All That's Left to Tell

“It’s pretty out that way,” Genevieve said.

“It can be. Not so much on our stretch of road.”

“So how old are you, anyway, Claire?”

“Almost thirty-five now. Is that the question you wanted to ask?”

“No. Or partly, I guess. So you were sixteen when you went to that campground. And now you’re thirty-four. So you said it was fifteen years since you talked to your father, which means you were eighteen or nineteen the last time. Only three years after the time on the river with those other kids.”

“That’s right. Nineteen. Good math.” She was amazed, a little, at Genevieve’s quick and extraordinary grasp of detail.

“So what happened between nineteen and thirty-four? I mean, I know you had Lucy. What’s your husband’s name?”

“Jack.”

“And you married Jack. But he probably came later, right?”

“I was in Nebraska when I met him. We had Lucy just a year later.”

“Okay, so how’d you get to Nebraska? What happened between nineteen and Nebraska?”

“I—” She realized she was about to say “I don’t know,” which seemed somehow accurate, given how out of the habit she was of thinking of those years.

“Because if you stopped talking to your mom and dad for all that time, it must have been something interesting.”

“I didn’t tell you I stopped talking to my mom.”

“But you did, didn’t you?”

Anyone she ever told about it found this least forgivable. She’d stopped speaking of it entirely, and when a motel guest saw Lucy come around the front desk, and said something like, “What a doll! Her grandma must be tickled,” Claire would nod and say, “She is.”

For a few seconds, she let the sound of the tires on the highway become her answer.

“It’s nothing to be ashamed of,” Genevieve said.

“I don’t know. That’s not what most people think.” The words came tumbling out. “You asked me what I was doing before Jack. Well, I had a few problems. The biggest one was drinking. But I don’t want you to think”—she wasn’t sure why she suddenly cared what this woman thought of her—“that the drinking was the reason I stopped talking to my mother and father. It wasn’t like that. God, I remember one night waking up next to a man. I lifted my head off the pillow, you know, and I didn’t know where I was, and I had to stare at his face for, like, a full minute while he slept before I could vaguely remember him from the night before. He had his shirt off, and I could see the tracks in his arms. Say what you want, but I never did heroin. Maybe everything else, but not that. He woke up while I was looking at him, and he sat up in bed right away, with his back to me. It was obvious he didn’t remember me, either. The first thing he said was, ‘Better call Mom to pick you up.’ Maybe he thought I was under eighteen, and that’s why he wouldn’t look at me. So I said to him, probably because I was angry, ‘I haven’t spoken to my mother in five years.’ And that’s when he turns and looks over his shoulder. Gives me what amounted to a long glance. And he says, ‘What the fuck’s wrong with you?’ He’s sitting there with tracks in his arms next to a hungover girl he can barely recognize from the night before, and he’s asking me that.”

In the middle of her story, Genevieve had turned her gray eyes on her.

“So don’t tell me it’s nothing to be ashamed of,” Claire said. “The whole fucking world thinks it is.”

She was surprised at her anger and the tightening of her throat.

“If Lucy ever did that to me—” But she stopped there.

The right tire caught the shoulder, and she steered back toward the centerline.

“Sorry,” Claire said.

“But you said you named Lucy after your mom’s mother.”

“I did. I know I did.”

“So you’ll be seeing your mother for the first time in fifteen years, too?”

“I was almost killed,” Claire said.

“What?”

“Nothing. Nothing. Yes, fifteen years. But I talked to her on the phone before I left California. She bawled her head off. But she was still proud.”

“Proud of what? Being abandoned?”

She looked over at Genevieve, and then wiped her eyes with the back of her hand.

“Yeah. I guess that’s a good way to put it.”

“It’s a deeper kind of pride than if she came out here and glowed while she watched Lucy stacking blocks.”

“Why do you think that?”

But this, Genevieve didn’t answer. Ahead in the road, emerging from the illusion of reflection on the pavement, was a crow perched over some carrion. It flew up and cawed as they approached. The woman was strange, and maybe fascinating. Claire reminded herself that she’d robbed the gas station.

“Do you think your father will be proud, too, in that way, when he sees you?” Genevieve asked.

“I don’t know. If he’s conscious, maybe. I doubt it.”

“He probably fell in love.”

She shook her head and smiled.

“Genevieve, how would you know that?”

“The woman who called you. I bet that’s his wife. Or his longtime lover. Did she say anything?”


TASK DESCRIPTION
Lines in the records below that contain the word "more" must each be copied.

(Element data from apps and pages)
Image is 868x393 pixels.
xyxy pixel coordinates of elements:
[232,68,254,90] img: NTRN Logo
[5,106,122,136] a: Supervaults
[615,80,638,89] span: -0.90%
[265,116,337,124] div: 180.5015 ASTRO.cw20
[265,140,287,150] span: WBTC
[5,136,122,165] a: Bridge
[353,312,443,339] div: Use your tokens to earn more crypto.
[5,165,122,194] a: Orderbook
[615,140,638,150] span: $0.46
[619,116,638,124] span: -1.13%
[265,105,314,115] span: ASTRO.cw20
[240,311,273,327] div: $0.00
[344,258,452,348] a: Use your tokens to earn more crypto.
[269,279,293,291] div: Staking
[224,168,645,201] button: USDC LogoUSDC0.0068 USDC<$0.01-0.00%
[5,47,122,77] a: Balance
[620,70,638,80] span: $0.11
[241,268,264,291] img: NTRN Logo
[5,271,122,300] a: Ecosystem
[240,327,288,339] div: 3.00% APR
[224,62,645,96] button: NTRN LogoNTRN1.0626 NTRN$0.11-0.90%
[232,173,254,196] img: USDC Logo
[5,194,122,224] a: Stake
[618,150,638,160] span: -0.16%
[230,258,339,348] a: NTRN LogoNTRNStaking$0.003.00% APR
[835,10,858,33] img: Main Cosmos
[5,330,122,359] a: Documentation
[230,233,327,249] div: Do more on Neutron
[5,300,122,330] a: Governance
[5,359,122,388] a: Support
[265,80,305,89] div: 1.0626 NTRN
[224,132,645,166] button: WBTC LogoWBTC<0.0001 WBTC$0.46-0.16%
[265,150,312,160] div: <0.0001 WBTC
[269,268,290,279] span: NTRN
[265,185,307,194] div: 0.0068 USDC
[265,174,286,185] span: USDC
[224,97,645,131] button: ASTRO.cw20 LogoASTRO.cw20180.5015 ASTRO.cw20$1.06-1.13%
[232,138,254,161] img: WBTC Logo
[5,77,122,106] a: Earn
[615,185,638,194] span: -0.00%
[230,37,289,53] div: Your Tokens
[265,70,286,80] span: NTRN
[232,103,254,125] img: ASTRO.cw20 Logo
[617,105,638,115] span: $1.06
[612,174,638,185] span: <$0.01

FINISHED TASK
[353,312,443,339] div: Use your tokens to earn more crypto.
[344,258,452,348] a: Use your tokens to earn more crypto.
[230,233,327,249] div: Do more on Neutron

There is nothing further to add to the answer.